We are investing a significant amount of time towards better understanding how Streamdata.io can be put to use in the transit industry, and part of this work involves documenting the existing standards in use across the sector. When it comes to the standards for sharing data between transit providers, and the software developers building on top of their data, the General Data Transit Feed (GTFS) is the dominant standard. It is known as GTFS static, or static transit, setting itself apart from the GTFS real time specification, which we’ll talk about in a future post.
The GTFS standard defines a common format for public transportation schedules and associated geographic information, providing a common way for public transit agencies publish their transit data and developers write applications that consume that data in an interoperable way. GTFS is simply a ZIP file of CSV files, providing a static snapshot of any single transit agency. Each zipped up file can contain up to thirteen individual files:
– agency.txt – One or more transit agencies that provide the data in this feed.
– stops.txt – Individual locations where vehicles pick up or drop off passengers.
– routes.txt – Transit routes. A route is a group of trips that are displayed to riders as a single service.
– trips.txt – Trips for each route. A trip is a sequence of two or more stops that occurs at specific time.
– stop_times.txt – Times that a vehicle arrives at and departs from individual stops for each trip.
– calendar.txt – Dates for service IDs using a weekly schedule. Specify when service starts and ends, as well as days of the week where service is available.
– calendar_dates.txt – Exceptions for the service IDs defined in the calendar.txt file. If – calendar.txt includes ALL dates of service, this file may be specified instead of calendar.txt.
– fare_attributes.txt – Fare information for a transit organization’s routes.
– fare_rules.txt – Rules for applying fare information for a transit organization’s routes.
– shapes.txt – Rules for drawing lines on a map to represent a transit organization’s routes.
– frequencies.txt – Headway (time between trips) for routes with variable frequency of service.
– transfers.txt – Rules for making connections at transfer points between routes.
– feed_info.txt – Additional information about the feed itself, including publisher, version, and expiration information.
You can find more detail in the GTFS reference over at Google, who is the steward of the data specification, and uses the feeds as part of their Google Maps, and other transit related solutions. If you are looking for a source of GTFS feeds, we recommend the Transit Feed API, which provides programmatic access to one of the more complete sources of transit feeds around the globe. Many leading transit providers publish a GTFS feed for their operations, with smaller group of them publishing GTFS real time feeds, which we’ll cover in a second post, talking about the separate streaming opportunities with these larger transit providers.
GTFS is a static feed, which means it doesn’t change very often, and just provides a static snapshot of transit operations. It doesn’t provide real time information on vehicles, just the schedules, and other relevant details. This makes proxying GTFS feeds with Streamdata.io not a very valuable thing, as things do not change much that much. You need that next layer of activity regarding what transit vehicles are doing, which is present only in GTFS real time feeds, and user activity which is only available at the application or client layer. Even with this reality, GTFS static feeds provide an excellent base for transit applications, and something we want to understand further, and help our users put to use in their own systems, and applications.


§ Instructions for the task: From the data below, copy out every line in which the word "strong" occurs.

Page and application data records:
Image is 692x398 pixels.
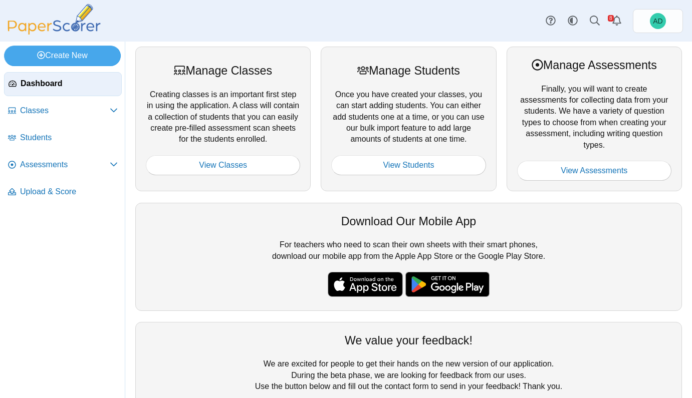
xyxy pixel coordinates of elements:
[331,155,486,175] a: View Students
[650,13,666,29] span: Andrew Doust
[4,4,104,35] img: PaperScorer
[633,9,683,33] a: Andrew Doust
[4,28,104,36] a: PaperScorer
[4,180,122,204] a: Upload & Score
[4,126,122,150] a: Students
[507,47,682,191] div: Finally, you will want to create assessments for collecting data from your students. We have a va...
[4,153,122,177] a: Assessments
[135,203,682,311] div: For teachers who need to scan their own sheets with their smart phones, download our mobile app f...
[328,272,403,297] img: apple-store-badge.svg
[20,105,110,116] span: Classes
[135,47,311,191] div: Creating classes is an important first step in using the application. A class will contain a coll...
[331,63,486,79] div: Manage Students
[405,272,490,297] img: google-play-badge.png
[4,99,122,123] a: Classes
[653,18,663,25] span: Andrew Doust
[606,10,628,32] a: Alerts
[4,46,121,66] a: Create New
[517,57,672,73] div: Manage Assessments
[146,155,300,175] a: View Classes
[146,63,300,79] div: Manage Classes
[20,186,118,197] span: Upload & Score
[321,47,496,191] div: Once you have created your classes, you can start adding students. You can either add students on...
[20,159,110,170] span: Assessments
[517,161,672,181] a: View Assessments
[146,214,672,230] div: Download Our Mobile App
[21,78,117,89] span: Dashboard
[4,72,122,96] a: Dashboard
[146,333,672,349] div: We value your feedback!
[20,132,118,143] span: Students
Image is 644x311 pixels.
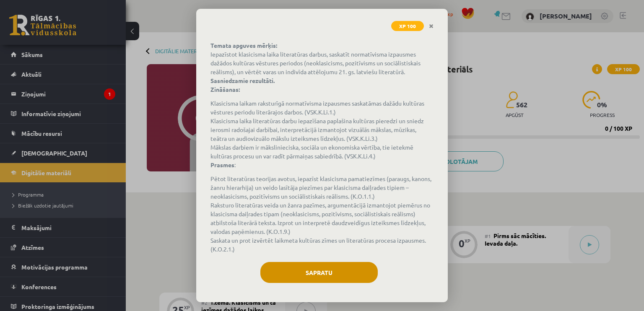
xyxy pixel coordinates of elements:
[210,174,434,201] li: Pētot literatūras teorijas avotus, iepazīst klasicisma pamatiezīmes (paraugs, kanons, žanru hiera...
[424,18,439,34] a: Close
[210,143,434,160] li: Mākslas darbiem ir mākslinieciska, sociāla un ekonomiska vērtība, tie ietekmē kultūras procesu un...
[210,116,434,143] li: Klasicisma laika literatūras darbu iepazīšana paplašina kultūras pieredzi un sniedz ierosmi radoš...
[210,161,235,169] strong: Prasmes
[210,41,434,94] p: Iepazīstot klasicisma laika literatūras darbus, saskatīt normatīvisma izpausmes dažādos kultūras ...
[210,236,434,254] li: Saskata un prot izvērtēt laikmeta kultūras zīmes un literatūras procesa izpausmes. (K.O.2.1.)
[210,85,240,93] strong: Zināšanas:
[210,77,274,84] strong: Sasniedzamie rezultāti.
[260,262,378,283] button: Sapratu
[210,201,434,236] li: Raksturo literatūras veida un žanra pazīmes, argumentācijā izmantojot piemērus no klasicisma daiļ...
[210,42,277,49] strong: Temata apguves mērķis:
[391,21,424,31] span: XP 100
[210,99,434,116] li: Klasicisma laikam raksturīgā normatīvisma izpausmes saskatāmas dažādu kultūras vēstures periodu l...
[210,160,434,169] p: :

§ Expected answer:
[210,161,235,169] strong: Prasmes
[210,85,240,93] strong: Zināšanas:
[210,77,274,84] strong: Sasniedzamie rezultāti.
[210,42,277,49] strong: Temata apguves mērķis:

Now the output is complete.